People of the Ark (Ark Chronicles 1) by Heppner Vaughn

People of the Ark (Ark Chronicles 1) by Heppner Vaughn

Author:Heppner, Vaughn [Heppner, Vaughn]
Language: eng
Format: azw3
Published: 2010-06-11T04:00:00+00:00


4.

Chemosh was a surprise. It reminded Laban of an overturned anthill. There was boiling activity, furious movement, running here and running there, madness in motion.

The old stone walls had been demolished and the houses flattened. Lumber, stone and marble from the ruins had gone into massive piles, almost entirely used up by the time Laban arrived. Now a pall of dust and smoke hung over the new city, over the entire vale. Chemosh was located in a bowl-shaped depression, with a ring of low hills around it. The dust billowed from legions of slaves as they dragged colossal quarried stones. Smoke funneled into the heavens from a hundred fires as men dried green wood into seasoned lumber.

Ymir had collected slaves, driven by whip-wielding overseers and spearmen of Nod. Charioteers patrolled the low hills, while huntsmen tracked any escaped slaves. The poor wretches in the labor-gangs preformed grueling grunt-work, dragging and lifting massive blocks and setting the foundations for incredible plinths, obelisks and temples.

Performing the skilled labor were hosts of carpenters, stonemasons, bricklayers, sculptors and woodcarvers. Keeping them tooled, supplied and content were numberless bronze-masters, metalsmiths, quarrymen, leatherworkers, rope-makers, bakers, brewers, actors, singers, storytellers, harlots and charlatans claiming to be able to cure any ill.

Through Ymir’s conquests, silver and gold poured into Chemosh. Now it poured out in a torrent almost as fast, to pay all these workers.

A vast tent city circled the works, as if they laid siege to it. In one of the tents, Laban stored his possessions. The second day, Ebal introduced him to his foreman, a freed slave. Thereafter Laban hammered on a gargantuan feasting hall for Ymir and his Slayers. It was a hall named Valhalla. It had many doors and arches. Sculptors and woodcutters had adorned it with images of wolves and eagles. Laban overheard that on completion Valhalla would hold thousands of shields, mailcoats and wooden beasts, representing the battlefield and the grave.

Not all his time went into construction. He gawked at the sights and listened to many weird philosophies and new religions. Seen from Noah’s perspective, Chemosh was wicked. Sexual immoralities ran the gamut from fornication to adultery to homosexuality and even uglier. Worse, hundreds of slave-cultists worshipped Queen Naamah. She participated in the services and was known as the Harlot Mother.
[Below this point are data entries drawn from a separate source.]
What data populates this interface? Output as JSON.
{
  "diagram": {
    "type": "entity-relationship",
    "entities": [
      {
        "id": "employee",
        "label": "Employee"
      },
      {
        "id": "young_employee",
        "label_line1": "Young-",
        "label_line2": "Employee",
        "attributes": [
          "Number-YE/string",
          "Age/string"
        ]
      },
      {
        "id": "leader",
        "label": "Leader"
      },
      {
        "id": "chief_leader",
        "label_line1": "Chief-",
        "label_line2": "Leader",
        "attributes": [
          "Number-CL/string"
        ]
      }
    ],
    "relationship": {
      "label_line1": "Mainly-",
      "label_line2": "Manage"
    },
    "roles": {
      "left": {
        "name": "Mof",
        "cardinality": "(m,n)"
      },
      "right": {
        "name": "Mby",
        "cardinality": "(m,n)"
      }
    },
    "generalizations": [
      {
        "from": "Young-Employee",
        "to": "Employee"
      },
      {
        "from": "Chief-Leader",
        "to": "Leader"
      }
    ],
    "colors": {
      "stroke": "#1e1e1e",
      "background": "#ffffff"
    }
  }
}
Shame was unknown at Chemosh, an alien concept. Lewdness abounded and passions ran amok.

To resist infidelity, Laban concentrated on work and, surprisingly, found comfort in Prophet Zohar.

On the ninth day, as Ebal and he sat outside a booth, a skyclad (naked) old man with a skeletal torso and a long white beard shuffled past as he spoke with a spearman.

Laban snorted and almost spilled his soup. “Where do they dig up these people?”

“That’s the Prophet Zohar,” Ebal said.

“Him?”

Ebal slid off his stool, grabbing Laban by the arm. “I’ll show you.”

Laban tossed a shekel onto the counter, and they followed the skeletal old man past the city of tents and to a huge old, oak tree. Others also followed, trying to eavesdrop on the conversation.